The Elevator Speech

By Gary Forster

You meet a parent in line at the grocery store, and you’re wearing a camp shirt. You’re at a friend’s house for dinner, and a couple you’ve just met says, “So I hear you run a camp!” You overhear your part-time receptionist butcher your camp mission on the phone, and you offer to “take that call” for her.

Dozens of times each week, we have a chance to tell a potential customer why our camp could be the most important thing his or her child has ever done. We spend precious money and more precious time on brochures and advertising, hoping parents will call us to register their child. But when they call, are we ready?

I was at a Camp Marketing Lab with 27 camp directors recently, and I asked them to take 15 minutes to write a five sentence “Elevator Speech.” How would they answer this parent’s question: “Why should I send my child to your camp?”

Collectively, these 27 people spend more than $405,000 on printing and mailing and advertising every year. Yet not one could put into words why parents should part with their child – and their money – for a week of summer camp. They were embarrassed and frustrated. Imagine what parents must feel.

I was at a camp this spring and asked the young summer-camp director to give me the same tour he would give to parents interested in camp. “So what makes your camp different than all the others?” I asked. “Oh, it’s the camp spirit!” “That sounds interesting. Can you tell me about it?” “Oh, no. It’s indescribable.” “:Try me.” “Really, unless you experience it, you can’t know what it is.” Hmm. Maybe not. Not my kid, not your camp.

Is it becoming clear why our web sites and brochures don’t work very well? People are bombarded by too much information every day. If you can’t get them interested on the home page, or on the front page, or in your first five sentences, then you’ve lost them. They have a whole pile of other stuff to get to. In the trash you go. Click-click onto the next search result. Hang up, and on to the next phone number.

So right here, right now, make a solemn pledge that you won’t spend one more dollar until you write your speech. The five sentences that say, “This is why your child should go to our camp.”

Here’s What You Might Include
First, you know children. You’ve got lots of experience with kids, you’re a professional, and your camp can offer things no parent can do on his or her own. Children need to spend time outdoors, practicing social and decision-making skills that are new to them, while being inspired by “heroes” – your camp counselors.

Your camp is safe (mom’s number-one concern). Your camp is different from the others. And parents who send their children to your camp feel better about their child and themselves for having made that decision. So much so that they return year after year.

That’s it. You’ll see it in their eyes as they remember their childhood. Their questions will flow, and you’ll have them hooked. They won’t want to get off the line, off the elevator, off the Internet.

If your “bait” tastes bad, they’ll spit it out. You’re not a professional, your camp sounds dangerous and isn’t any different than the hundreds of others. You’ve got the same group of smiling kids on your web site that everyone else has, and you’ve got the same slow, fuzzy description of what happens at camp. And lists. Lots of lists, of the same stuff every other camp has a list of.

Those five sentences aren’t coming easy? Don’t feel intimidated, for you’re not alone. But put it off and you’ll continue to waste the opportunities you’ve spent so much of your life creating.

Do Some Research, Get Excited Again
We are child-development experts, after all. It makes sense that we keep up on the literature. These three books (or even any one of them) should get you so excited you’ll want to seek out a parent to talk to about it:

  • Richard Louv: Last Child in the Woods: Preventing Nature Deficit Disorder – this adds new urgency to the importance of what we do, and should help you raise money, too.

  • Dan Kindlon: Raising Cain -- Protecting the Emotional Life of Boys. There’s a PBS video, too.

  • Mary Pipher: Reviving Ophelia -- Saving the Selves of Adolescent Girls. A groundbreaking book that changed the way people consider girls.

(Don’t have time to read these? Then maybe it’s time for another line of work. Somewhere kids’ lives and parents’ hopes aren’t involved. )

Now start to write. And re-write. Share it with your spouse or friends or co-workers. Listen to their suggestions, and re-write it again. Then really practice it so you can do it without thinking. Like you were singing a favorite camp song.

You learn CPR so you can save lives. Learn your speech so you can save your camp, and the hundreds of kids whose lives could be touched if you were a better salesman. And just like a favorite camp song, you’ll come to love to repeat it because of how it makes you feel, and the response you get from others.

Stay away from the money. Get your pen. Go.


All that should come back is the lines of the data below from the one containing "You are a GUI" to the one containing "Image resolution: width=705", inclusive, exactly as they stand.

Provided data:
※
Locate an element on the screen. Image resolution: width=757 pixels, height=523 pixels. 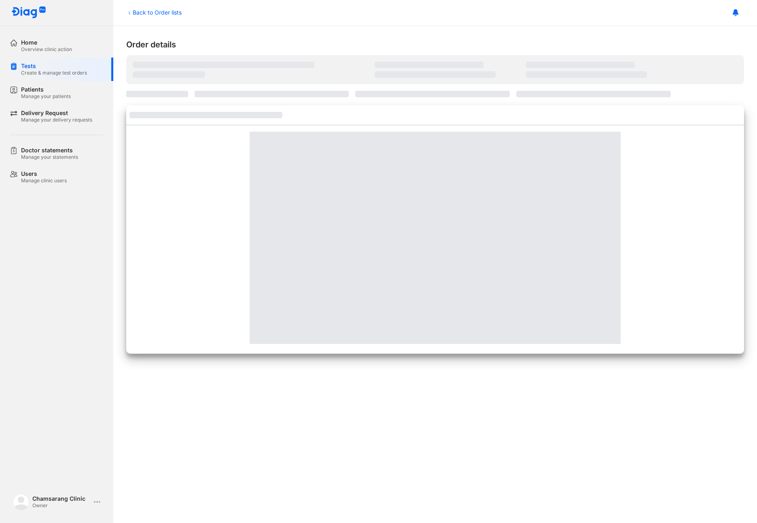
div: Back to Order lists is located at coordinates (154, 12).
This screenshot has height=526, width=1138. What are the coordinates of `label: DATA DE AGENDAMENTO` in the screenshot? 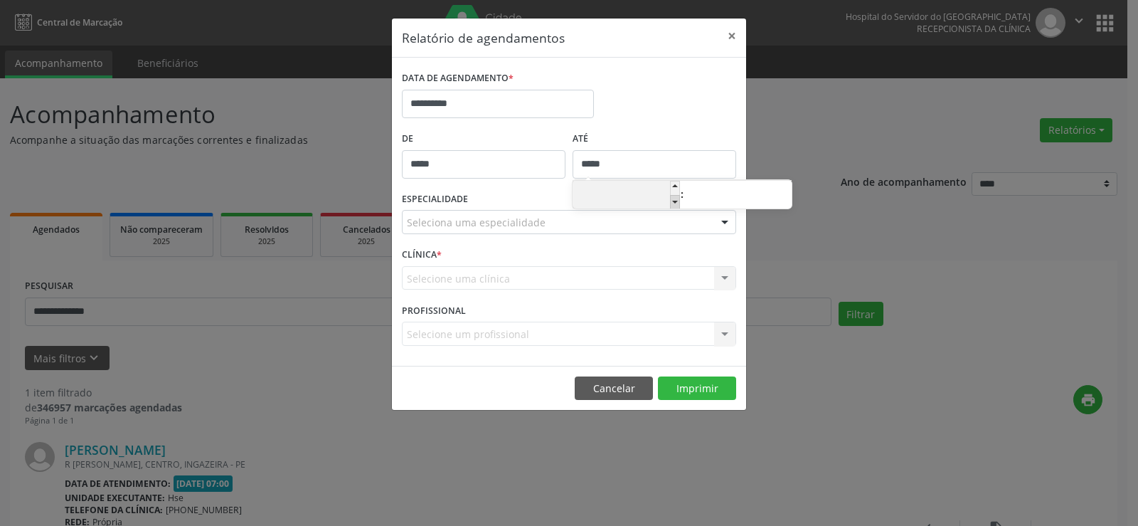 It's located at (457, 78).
※
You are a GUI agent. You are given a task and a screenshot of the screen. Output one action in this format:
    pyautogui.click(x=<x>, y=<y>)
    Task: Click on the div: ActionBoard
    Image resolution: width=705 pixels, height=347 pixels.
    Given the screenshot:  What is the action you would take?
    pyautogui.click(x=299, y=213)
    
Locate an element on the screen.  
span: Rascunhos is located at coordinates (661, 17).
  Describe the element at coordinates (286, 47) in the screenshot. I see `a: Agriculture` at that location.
※
Task response:
You are a GUI agent. You are given a task and a screenshot of the screen. Output one action in this format:
    pyautogui.click(x=<x>, y=<y>)
    Task: Click on the div: ActionBoard
    Image resolution: width=705 pixels, height=347 pixels.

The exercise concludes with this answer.